Apple's WWDC 2026 keynote made official what months of reporting had sketched: Siri is rebuilt around Google's Gemini, under a multi-year deal reported at roughly $1 billion a year. The new Siri answers world-knowledge questions conversationally, holds context across apps, gets deeper visual intelligence through the camera, and arrives both as a system layer and a standalone app. TechCrunch's wrap leads with the obvious headline, Siri powered by Gemini, and on the same day AppleInsider ran sources insisting there is 'not a drop of Gemini' in what ships. Both are accurate, and the gap between those two sentences is the actual story of the keynote.
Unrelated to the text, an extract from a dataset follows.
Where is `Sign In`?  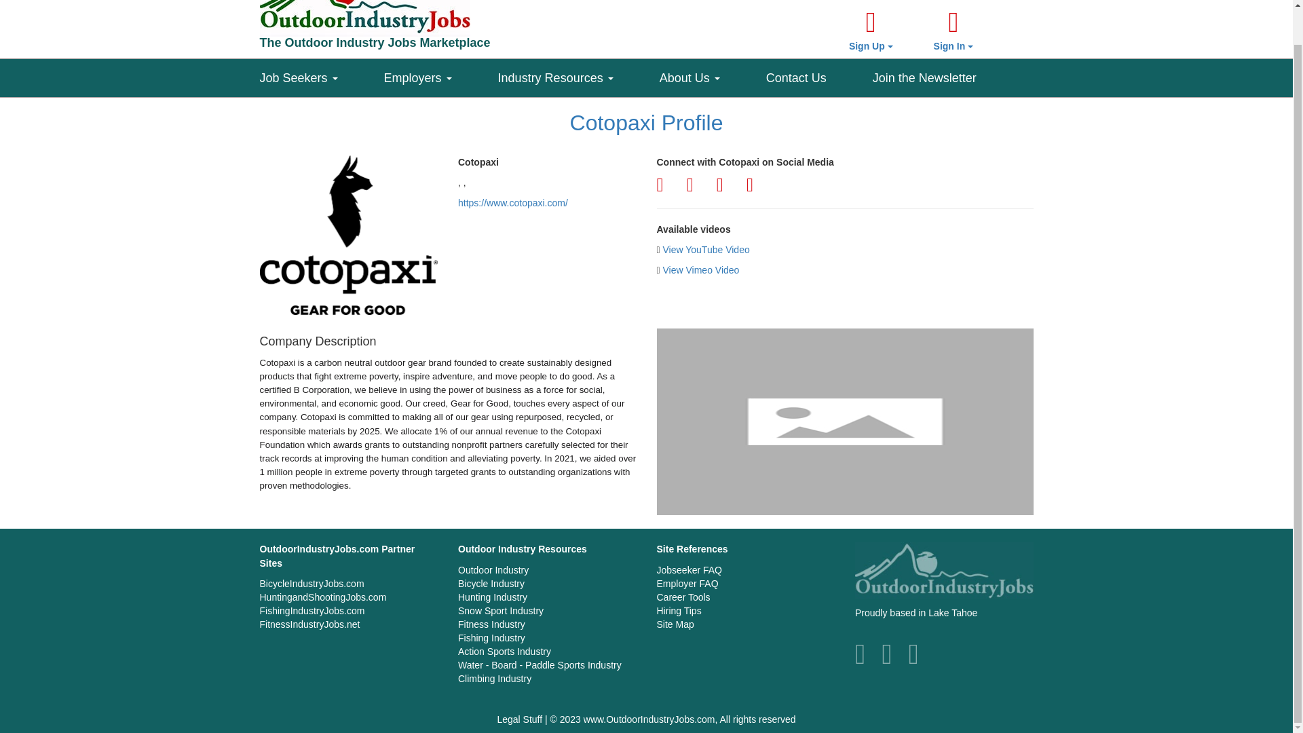 Sign In is located at coordinates (954, 31).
The reconciliation is the architecture. Apple is not renting Gemini as a service, it is renting Gemini as a teacher: Google loans frontier models, Apple distills them into Apple Foundation Models, rebuilt and optimized for Apple silicon, trained into weights that are pure Apple code by the time they ship on the device. Requests too heavy for the phone route to AFM Cloud, Apple's models running on Private Cloud Compute, the stateless compute layer Apple introduced two years ago, where the company says data is used only to execute your request, never stored, never used for training, with system images published for external verification. The privacy story survives the Google deal intact, because the thing users touch is never Google's model, it is Apple's distillation of it.

Around the Siri core, the sweep was wide: systemwide AI dictation replacing the old dictation stack, Shortcuts that build themselves from natural language, Siri context that follows you across apps and into calls, Photos gaining Reframe, Extend, and Cleanup edits, AI tab management in Safari, new parental controls, and menopause tracking in Health. iOS 27 runs on iPhone 11 and newer, a six-and-a-half-year-old phone kept on the upgrade train, with photo loading 70 percent faster and AirDrop 80 percent faster. Developers also found foldState and angleDegrees APIs in the betas, the clearest signal yet that September's hardware event has a hinge in it.
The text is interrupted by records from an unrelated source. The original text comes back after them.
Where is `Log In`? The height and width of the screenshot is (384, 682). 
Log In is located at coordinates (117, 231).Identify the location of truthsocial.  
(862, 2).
The strategic read: Apple just demonstrated the third way to live with frontier labs. One pattern rents the capability and wears the dependency openly. Apple's pattern rents the teacher and owns the deployment, paying about a billion a year for distillation rights while keeping the weights, the silicon, and the privacy narrative. It concedes the frontier, Apple is no longer pretending to train its own competitor to Gemini, but it converts that concession into a supply contract instead of a platform dependency. Whether a distilled student stays close enough to the teacher as Gemini moves is now one of the most commercially consequential open questions in AI, and the first data arrives when iOS 27 ships this fall.